NASA-Funded Study on Women
“Until we completed this study, we had no solid research on how women would adapt to long durations in space,” Scott Trappe said, the director of Ball State’s Human Performance Lab. “This information should have a dramatic impact for NASA in the coming years.”
A study funded by NASA shows that women on bed-rest could be helped by intensive and short exercises, in addition to female astronauts on space missions of long-duration. Not only will the women stay stronger, but they will also be able to recuperate at a faster rate than those without the designated exercises. Located at Ball State University, Muncie, Ind., this is the first comprehensive bed rest study that focuses entirely on women.
The study will assist NASA to develop “more effective countermeasures to mitigate strength and muscle loss in female astronauts.” The main focus was for long-duration missions to the International Space Station, and eventually to the planet Mars, but another side focus was bed-bound women on Earth because of many things—illness, injury, or pregnancy. Carl Walz, former long-duration astronaut in addition to NASA’s head for advanced capabilities division in the agency’s Exploration Systems Mission Directorate, Washington, feels that it is important to look at how women and man are affected by space travel in different ways—microgravity, radiation, and other factors.
The Human Performance Lab at Ball State has been working with NASA for over ten years in order to examine how spaceflight effects humans. Prior to the newly completed study on women and exercise, there had been no solid research on women in regard to space duration. In the study, 24 females were examined to determine whether “specific exercise regimens or nutritional supplements” could prevent the loss of lower body muscle mass and strength.” Part of the exercise regime was to spend 60 days on bed rest, with each women laying with their heads pointing downward at a 6-degree angle. The purpose of this was to simulate the weightless conditions of space.
Another group was put on a high-protein diet rich in the amino acid, leucine, while another group was a control group with no exercise or dietary limitations. “When we looked at these women after two months, the difference in the physical condition among the three groups was undeniable,” Trappe said. “The women who did not exercise lost nearly half their strength in some cases. What’s more, the group who ate a high-protein diet but did not exercise lost even more muscle mass than the control group.”
The study exercise included an exercise that was a 40 to 50 minute aerobic workout for about two or three minutes a day, with a 20-minute strength training exercise to or three days a week. A multitude set of thigh and calf exercises while using a flywheel device was utilized, while also working out on a vertical treadmill. According to NASA, “Using a magnetic resonance imaging device, or MRI, researchers measured muscle mass in all of the study subjects after the 60-day period. They found that women in the control group lost 21 percent of the muscle mass in their quadriceps, and the nutrition group lost more than 24 percent, but the exercise group lost none. Results were similar for MRI scans of the calf muscle.”
This entry was posted on Thursday, November 15th, 2007 at 10:27 pm and is filed under Space Agency News, Technical Concerns. You can follow any responses to this entry through the RSS 2.0 feed. You can leave a response, or trackback from your own site.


What this task involves —
Lift every line from the entries that includes the word "will".

Data —
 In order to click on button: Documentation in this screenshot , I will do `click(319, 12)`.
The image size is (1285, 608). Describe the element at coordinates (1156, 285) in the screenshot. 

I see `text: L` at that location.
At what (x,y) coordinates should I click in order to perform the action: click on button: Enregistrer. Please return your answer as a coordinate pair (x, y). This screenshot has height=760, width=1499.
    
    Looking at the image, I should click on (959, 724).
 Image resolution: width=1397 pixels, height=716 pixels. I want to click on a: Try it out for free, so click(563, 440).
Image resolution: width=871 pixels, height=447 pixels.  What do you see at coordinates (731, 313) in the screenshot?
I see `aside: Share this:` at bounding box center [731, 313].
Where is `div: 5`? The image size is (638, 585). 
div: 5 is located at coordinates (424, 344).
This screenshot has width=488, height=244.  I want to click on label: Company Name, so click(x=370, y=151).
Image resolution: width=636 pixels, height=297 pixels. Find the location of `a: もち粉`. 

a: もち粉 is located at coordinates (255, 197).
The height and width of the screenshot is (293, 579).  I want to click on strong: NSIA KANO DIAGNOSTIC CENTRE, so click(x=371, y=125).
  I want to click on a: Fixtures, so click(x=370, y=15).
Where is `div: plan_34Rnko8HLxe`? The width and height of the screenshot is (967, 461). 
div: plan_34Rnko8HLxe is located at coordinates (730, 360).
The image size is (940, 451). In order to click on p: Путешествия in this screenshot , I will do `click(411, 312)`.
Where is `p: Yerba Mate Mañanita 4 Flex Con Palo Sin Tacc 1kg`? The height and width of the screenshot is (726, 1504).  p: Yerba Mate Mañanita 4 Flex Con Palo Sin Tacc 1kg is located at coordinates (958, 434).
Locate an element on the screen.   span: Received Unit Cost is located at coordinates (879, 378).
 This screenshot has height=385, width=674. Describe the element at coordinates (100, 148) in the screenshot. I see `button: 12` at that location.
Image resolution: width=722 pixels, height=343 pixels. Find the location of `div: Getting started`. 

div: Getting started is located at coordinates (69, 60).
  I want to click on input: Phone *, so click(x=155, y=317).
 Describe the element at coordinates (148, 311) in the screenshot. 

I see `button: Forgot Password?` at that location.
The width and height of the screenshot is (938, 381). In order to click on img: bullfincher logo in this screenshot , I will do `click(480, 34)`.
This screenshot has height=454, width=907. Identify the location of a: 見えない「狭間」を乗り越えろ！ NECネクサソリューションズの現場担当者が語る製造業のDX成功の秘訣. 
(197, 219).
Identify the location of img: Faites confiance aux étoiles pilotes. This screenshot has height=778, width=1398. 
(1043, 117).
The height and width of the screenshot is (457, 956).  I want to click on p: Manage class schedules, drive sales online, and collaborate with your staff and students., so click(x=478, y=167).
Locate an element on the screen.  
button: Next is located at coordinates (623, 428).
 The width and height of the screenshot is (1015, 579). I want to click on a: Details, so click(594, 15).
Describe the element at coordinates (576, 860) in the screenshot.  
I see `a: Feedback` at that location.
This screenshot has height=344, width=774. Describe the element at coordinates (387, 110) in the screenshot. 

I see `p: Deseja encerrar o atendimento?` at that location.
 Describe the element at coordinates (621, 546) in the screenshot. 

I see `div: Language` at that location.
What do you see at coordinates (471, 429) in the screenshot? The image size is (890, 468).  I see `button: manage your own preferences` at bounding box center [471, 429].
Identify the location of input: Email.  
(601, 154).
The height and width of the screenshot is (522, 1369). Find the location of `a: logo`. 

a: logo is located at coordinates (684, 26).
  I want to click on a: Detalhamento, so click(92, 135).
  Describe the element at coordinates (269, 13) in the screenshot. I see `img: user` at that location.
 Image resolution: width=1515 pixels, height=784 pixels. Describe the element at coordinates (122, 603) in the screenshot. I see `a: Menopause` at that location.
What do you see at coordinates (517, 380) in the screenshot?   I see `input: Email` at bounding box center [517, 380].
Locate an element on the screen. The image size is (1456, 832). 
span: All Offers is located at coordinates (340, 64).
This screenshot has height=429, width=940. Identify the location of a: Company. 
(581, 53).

Output for this exercise —
 In order to click on button: Documentation in this screenshot , I will do `click(319, 12)`.
The image size is (940, 451). In order to click on p: Путешествия in this screenshot , I will do `click(411, 312)`.
The width and height of the screenshot is (938, 381). In order to click on img: bullfincher logo in this screenshot , I will do `click(480, 34)`.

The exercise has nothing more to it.